Before you got to Auschwitz, when you were in Łódź uh, what happened there? How did you live in Łódź?
I live in, in a--was working in a kitchen and my sister was working in a factory.
Were you together all that time--those years in Łódź?
Yeah, yeah, yeah, 'til 1944.
How did you live there? Where did they....
I lived with my cousins in one room. Five to six people in one room on the floor--didn't have proper beds.
Did you know at that point what had happened to you--to the rest of your family?
Yeah, I know...
You did know.
...I know. I got a feeling that they--they're gone because some of them--the Germans said that uh, because when I went out in the synagogue they told me my parents not going to live--my family not going--because I was the youngest and they--my mother told me to go out maybe after--gonna be a ??? after us. Why--I know it--I got an idea, they're not, they're not coming--they're not alive no more.
Uh, you said you worked in a kitch...kitchen in Łódź.
Yeah, I worked.
What type of kitchen? What...
Kitchen, what the people come from a factory, from the factory they come to the kitchen. And the German--I think the German when I went out he told me--his name was ???, that the whole SS men they're not going to be alive.
Um, in Łódź, when you were living there...
I was the only one who survived from the Łódź ghetto. I was on the, on the black list. Nobody went out. I was just the only one that my mother paid lots of money to get me out.
Your mother paid a lot of money to get you out?
Yeah, to get me out. My mother was very well off. And they come to me and they ask my mother if she has money to let me out and she paid them and then he--I think he--I hear that he said that's--they're not going to get out.
This was when you were in...
In Kalisz in the, in the synagogue.
Right, right. Uh, when you got to Łódź though and you were working in a kitchen, was it--it was a kitchen that was attached or that was part of a factory was it?
No, no, no, no, the kitchen was like separate here and there was uh, the factory.
Who ran the kitchen do you recall? Do you know who was in charge?
Every time was somebody I would take of, you know.
Yeah, yeah.
I don't know.
Do you remember hearing anything about Chaim Rumkowski?
Yeah, yeah.
Can you tell me about...
Him? He--I, I--his brother-in-law, he was mine protector, you know, ??? brother-in-law I worked in the kitchen, yeah.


Exercise directions:
From the data below, return all lines holding the string "Cost".

[Data extracted from a collection]

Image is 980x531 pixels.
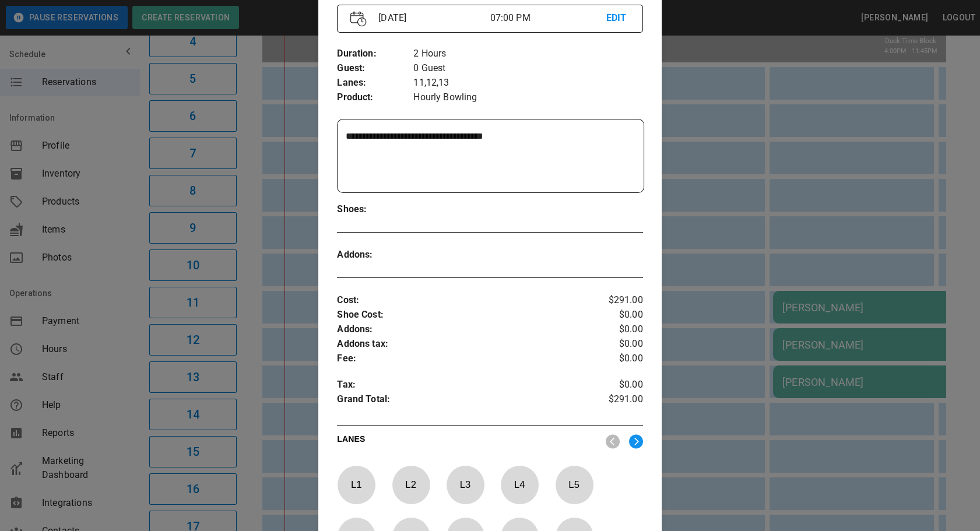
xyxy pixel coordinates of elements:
[414,47,643,61] p: 2 Hours
[592,293,643,308] p: $291.00
[374,11,490,25] p: [DATE]
[337,47,414,61] p: Duration :
[555,471,593,499] p: L 5
[351,11,367,27] img: Vector
[337,61,414,76] p: Guest :
[337,248,414,262] p: Addons :
[414,90,643,105] p: Hourly Bowling
[501,471,539,499] p: L 4
[414,76,643,90] p: 11,12,13
[446,471,484,499] p: L 3
[592,378,643,392] p: $0.00
[592,323,643,337] p: $0.00
[337,337,592,351] p: Addons tax :
[337,323,592,337] p: Addons :
[629,434,643,448] img: right.svg
[606,11,630,26] p: EDIT
[337,308,592,323] p: Shoe Cost :
[337,76,414,90] p: Lanes :
[592,392,643,409] p: $291.00
[337,378,592,392] p: Tax :
[414,61,643,76] p: 0 Guest
[337,392,592,409] p: Grand Total :
[592,351,643,366] p: $0.00
[337,203,414,217] p: Shoes :
[337,90,414,105] p: Product :
[490,11,606,25] p: 07:00 PM
[337,351,592,366] p: Fee :
[392,471,430,499] p: L 2
[592,308,643,323] p: $0.00
[337,433,596,449] p: LANES
[592,337,643,351] p: $0.00
[337,471,375,499] p: L 1
[337,293,592,308] p: Cost :
[606,434,620,448] img: nav_left.svg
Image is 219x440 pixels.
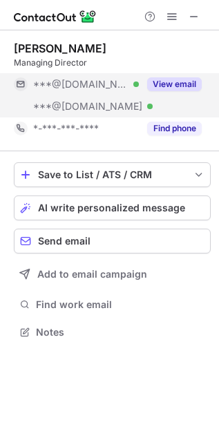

Response to the task:
[337,308,592,323] p: Shoe Cost :
[337,293,592,308] p: Cost :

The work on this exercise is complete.